South Africa coach aware of risks in playing Ghana

Published on: 29 July 2010

Newly-appointed South Africa coach Pitso Mosimane has conceded that he was well aware that he was taking a huge risk by playing against World Cup quarter-finalists Ghana in his first match in charge.

Bafana Bafana face the Black Stars at Soccer City on August 11 and Mosimane said he was "facing a baptism of fire".

"It would have been easy for me to run away and ask the South African Football Association (Safa) to get me weak opponents in my first game in charge," he said.

"It would have been far easier to do that. I know that a friendly game against a team like this represents a huge risk because this is Ghana we are talking about here.

"But that is not what I am about and I was never going to know where we are as a team if we played against weak sides. How would I move forward with this team if I did not play against strong opposition?"

It remains to be seen who will manage Bafana ahead of this encounter after Dennis Mumble, who served as acting team manager during the World Cup, indicated yesterday that he was finally attending to many of the projects within Safa that he had to put on hold during the tournament.

"All of my other projects came to a virtual standstill and I am trying to address them right now," the Safa director of planning and development said.

"If I am needed, I can only be available short term because I can no longer be available full time. The difficulty is that I had always indicated that I would only be there until after the World Cup."

This means Mosimane has had to do the job himself but he insisted yesterday that it was not a burden.

The problems around the team manager notwithstanding, Mosimane has a very little time on his hands to prepare the national team for a match that will capture the imagination of the public.

South Africans adopted the Ghanaians during the World Cup after the continent’s other representatives - SA, Nigeria, Algeria, Cote d’Ivoire and Cameroon - all failed to get beyond the first round of the global showpiece.

It took Uruguay to finally end Ghana’s dream of becoming the first African team to reach the semifinals of the World Cup when the South Americans won a tense penalty shoot-out 4-2 at the selfsame Soccer City earlier this month.

Mosimane said while he had no problem playing against Ghana, he had concerns about having to play a friendly match so soon after the World Cup.

"In my opinion I don’t think that we should play this game because it is too soon after the World Cup.

"Imagine Spain having to play a friendly on the same date after winning the World Cup only a few weeks ago. Imagine that."

Mosimane said he had other problems as he did not know what shape some of his players would be in when they arrived back in SA for the assignment.

Some of the players have not been training, while some are trying to secure transfers to greener pastures after putting themselves on the shopping window during the World Cup.

Even those who are with their clubs are nowhere near match fitness as it is still off-season in many countries around the world.

"But I have never been one to complain and I suppose Ghana have the problems that we have."

The nation’s soccer lovers are crossing their fingers that Ghana bring something close to the side that performed so brilliantly in SA during the World Cup.

But with nothing to play for and with this friendly just weeks after the global contest, cynics are already predicting that the Black Stars will probably send their reserve side.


▶ _Your task_: Print every entry, word for word, and skip the images.

▶ _Records shown_:
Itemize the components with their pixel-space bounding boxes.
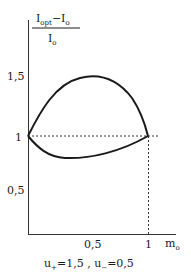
y-axis-label: Iopt−Io Io [32, 12, 80, 47]
x-tick-1: 1 [145, 238, 152, 251]
lower-curve [28, 136, 148, 158]
x-tick-0-5: 0,5 [84, 238, 102, 251]
y-label-denominator: Io [48, 32, 57, 47]
y-label-numerator: Iopt−Io [36, 12, 70, 27]
upper-curve [28, 76, 148, 136]
y-tick-1: 1 [15, 131, 22, 144]
x-axis-label: mo [165, 237, 180, 252]
y-tick-1-5: 1,5 [7, 70, 25, 83]
y-tick-0-5: 0,5 [7, 184, 25, 197]
chart: Iopt−Io Io 1,5 1 0,5 0,5 1 mo u+=1,5 , u… [0, 0, 191, 278]
parameter-annotation: u+=1,5 , u−=0,5 [44, 257, 134, 272]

▶ _Task result_:
Itemize the components with their pixel-space bounding boxes.
y-axis-label: Iopt−Io Io [32, 12, 80, 47]
x-tick-1: 1 [145, 238, 152, 251]
lower-curve [28, 136, 148, 158]
x-tick-0-5: 0,5 [84, 238, 102, 251]
y-label-denominator: Io [48, 32, 57, 47]
y-label-numerator: Iopt−Io [36, 12, 70, 27]
upper-curve [28, 76, 148, 136]
y-tick-1: 1 [15, 131, 22, 144]
x-axis-label: mo [165, 237, 180, 252]
y-tick-1-5: 1,5 [7, 70, 25, 83]
y-tick-0-5: 0,5 [7, 184, 25, 197]
chart: Iopt−Io Io 1,5 1 0,5 0,5 1 mo u+=1,5 , u… [0, 0, 191, 278]
parameter-annotation: u+=1,5 , u−=0,5 [44, 257, 134, 272]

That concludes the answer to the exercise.